Now, I understand there may be arguments for using 'just one little GOTO' instead of spending the time on refactoring to a more maintainable solution. The issue is, this isolated 'just one little GOTO' isn't so isolated. At least once every week or so there is a new 'one little GOTO' to add. This codebase is already a horror to work with due to code dating back to or before 1984 being riddled with GOTOs that would make many Pastafarians believe it was inspired by the Flying Spaghetti Monster itself.
Unfortunately the language this is written in doesn't have any ready made refactoring tools, so it makes it harder to push the 'Refactor to increase productivity later' because short-term wins are the only wins paid attention to here...
Has anyone else experienced this issue whereby everybody agrees that we cannot be adding new GOTOs to jump 2000 lines to a random section, but continually have Anaylsts insist on doing it just this one time and having management approve it?
tldr;
How can one go about addressing the issue of developers being pressured (forced) to continually add GOTO statements (by add, I mean add to jump to random sections many lines away) because it 'gets that feature in quicker'?

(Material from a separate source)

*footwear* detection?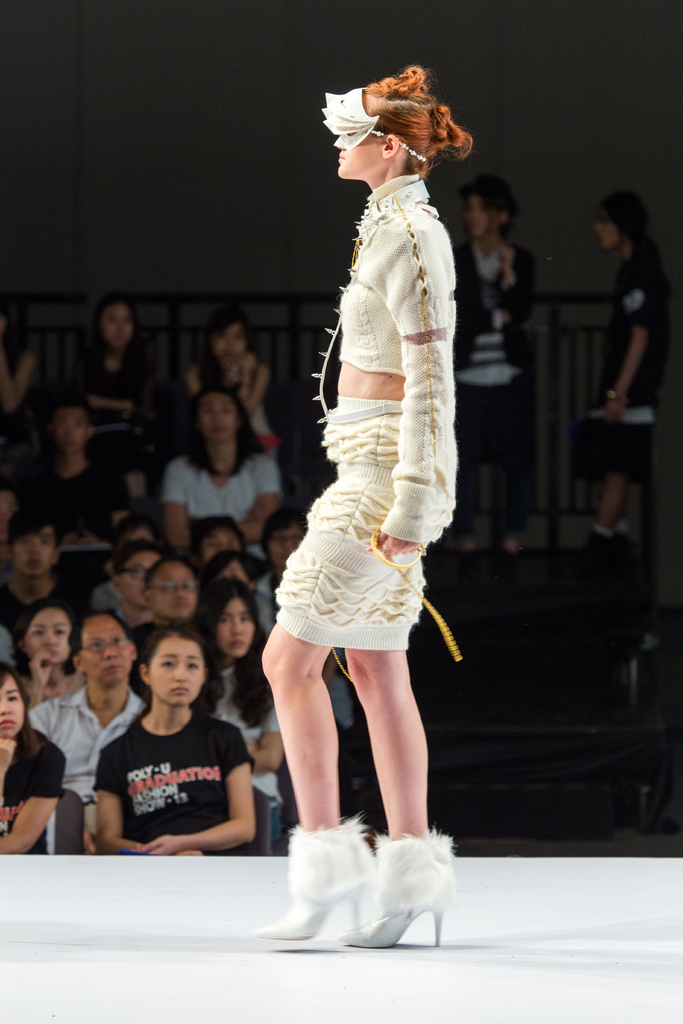
bbox=[344, 829, 456, 945]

I'm beginning to fear we may lose valuable developers to the raptors over this...
Clarification:
Goto here
alsoThere:
No, I'm talking about the kind of goto that jumps 1000 lines out of one subroutine into another one mid way into a while loop. Goto somewhereClose
there:
I wasn't even talking about the kind of gotos you can reasonably read over and determine what a program was doing. Goto alsoThere
somewhereClose:
This is the sort of code that makes meatballs midpoint:
If first time here Goto nextpoint
detail:
(each one almost completely different) Goto pointlessReturn
here:
In this question, I was not talking about the occasionally okay use of a goto. Goto there
tacoBell:
and it has just gone back to the drawing board. Goto Jail
elsewhere:
When it takes Analysts weeks to decypher what a program is doing each time it is touched, something is deeply wrong with your codebase. In fact, I'm actually up to my hell:
if not up-to-date goto 4
rendition of the spec goto detail
pointlessReturn:
goto tacoBell
Jail:
Actually, just a small update with a small victory. I spent 4 hours refactoring a portion of this particular program a single label at a time, saving each iteration in svn as I went. Each step (about 20 of them) was smallish, logical and easy enough to goto bypass
nextpoint:
spontaneously jump out of your meal and onto you screen through some weird sort of spaghetti-meatball magnetism. Goto elseWhere
bypass:
reasonably verify that it should not introduce any logic changes. Using this new more readable version, I've sat down with the analyst and completed almost all of this change now. Goto end
4:
first *if first time here goto hell
, no second if first time here goto hell
, no third if first time here goto hell
fourth now up-to-date goto hell
end:
GOTOs don't make good code spaghetti, there are a multitude of other factors involved. This linux mailing list discussion can help put a few things into perspective (comments from Linus Torvalds about the bigger picture of using gotos).
Trying to institute a "no goto policy" just for the sake of not having gotos will not achive anything in the long run, and will not make your code more maintainable. The changes will need to be more subtle and focus on increasing the overall quality of the code, think along the lines of using best practices for the platform/language, unit test coverage, static analysis etc.
Maybe you can use the boyscout-pattern: Leave the place a little more clean than you found it. So for every featurerequest: don't introduce new gotos, but remove one.
This won't spend too much time for improvements, would give more time, to find newly introduced bugs. Maybe it wouldn't cost much additional time, if you remove a goto from the part, which although had to spend time understanding, and bringing the new feature in.
Argue, that a refactoring of 2 hours will save 20 times 15 minutes in the future, and allow faster and deeper improvements.
If a change to the program requires "just one little goto" I would say that the code was very maintainable.
This is a common problem when dealing with legacy code. Stick to the style the program was originally written in or "modernize" the code. For me the answer is usually to stick with the original style unless you have a really big change that would justify a complete re-write.
Also be aware that several "modern" language features like java's "throw" statement, or SQLs "ON ERROR" are really "GO TO"s in disguise.